Michael Maso has served as the managing director of Boston’s Huntington Theatre Company since 1982. He has produced more than 200 plays in partnership with four artistic directors and is one of the most well-regarded managing directors in the theatre industry. Under his tenure, the Huntington has received over 160 Elliot Norton and IRNE awards, as well as the 2013 Tony Award for Outstanding Regional Theatre. Mr. Maso received the 2016 Massachusetts Nonprofit Network’s Lifetime Achievement Award, as well as TCG’s 2012 Theatre Practitioner Award, the Huntington’s 2012 Wimberly Award, StageSource’s 2010 Theatre Hero Award, the 2005 Commonwealth Award (the state’s highest arts honor), and the 2000 Norton Prize for Sustained Excellence. In 2004 the Boston Herald honored him as Theatre Man of the Year. Mr. Maso led the Huntington’s 10-year drive to build the Stanford Calderwood Pavilion at the Boston Center for the Arts, which opened in September 2004, and most recently led the redevelopment and renovation of the Huntington Avenue Theatre, which reopened in October, 2022. He previously served on the Boston Cultural Planning Steering Committee, and as a member of the board for ArtsBoston, Theatre Communications Group (TCG), and StageSource. From 1997 to 2005 Mr. Maso served as the president of the League of Resident Theatres (LORT). In 2005, he was named as one of a dozen members of the inaugural class of the Barr Fellows Program. Prior to the Huntington, he served as the managing director of Alabama Shakespeare Festival, general manager of New York’s Roundabout Theatre Company, business manager for PAF Playhouse on Long Island, and as an independent arts management consultant based in Taos, New Mexico.
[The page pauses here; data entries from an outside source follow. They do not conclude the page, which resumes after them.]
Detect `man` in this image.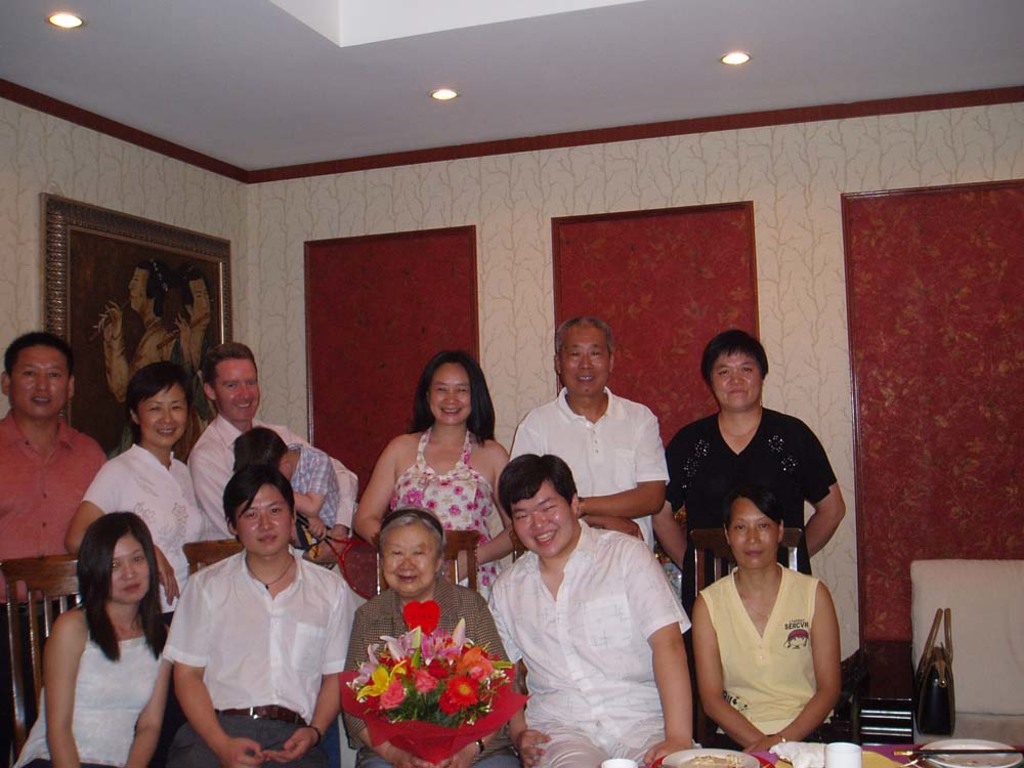
Detection: [x1=187, y1=344, x2=297, y2=540].
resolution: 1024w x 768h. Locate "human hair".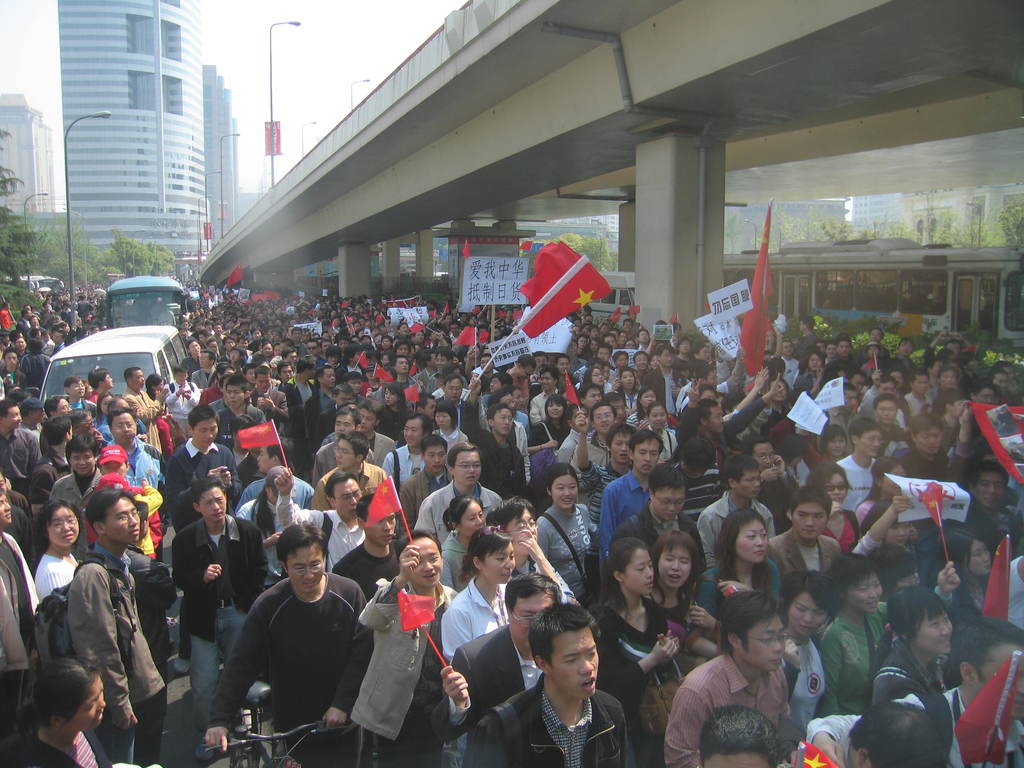
(x1=939, y1=527, x2=988, y2=574).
Michael, while being an extraordinarily accomplished professional, is modest to a fault. He has a wonderful, quirky, and fun side to him. We are comrades in slipping off to see movies that our spouses would cringe at going to (i.e. the Marvel Universe films). And, apparently, he cried at Top Gun: Maverick. We are traveling buddies; recently to pre-COVID Cuba, and soon, Israel/Palestine. In retrospect, it appears we are attracted to dictatorial and seriously flawed democratic countries.
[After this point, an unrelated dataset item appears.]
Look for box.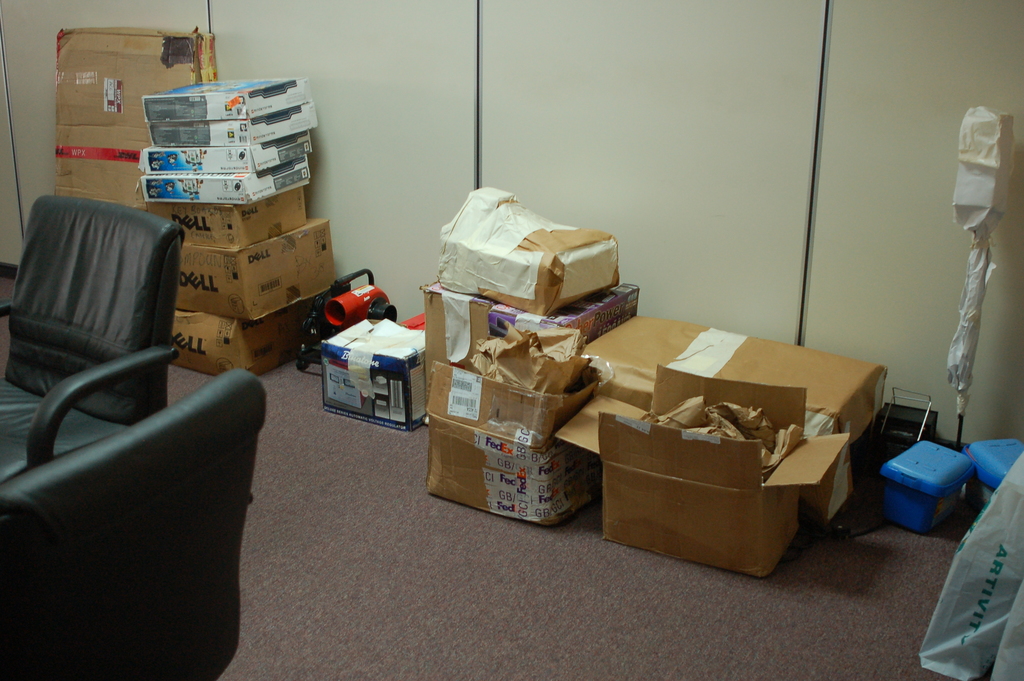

Wonderfully guileless, this is as genuine and sincere a friend as one could have. And thoroughly erudite, I have met my match in terms of somebody who loves to read and devour books. He joyously introduced me to the cartoon, Mr. Peabody & Sherman, and is appropriate, I am hardly the genius, and had I known, I might have named our pup Remi Mr. Peabody. We live five minutes from one another in both Brookline and Truro. Michael has promised to play pool with me - if the advocacy of his wonderful, ebullient wife Lisa prevails on my wife Iris - and I will finally get one in our home. How wonderful it will be to celebrate my 80th birthday in the Maso Studio at the Huntington Theater that he has magnificently led the campaign to renovate.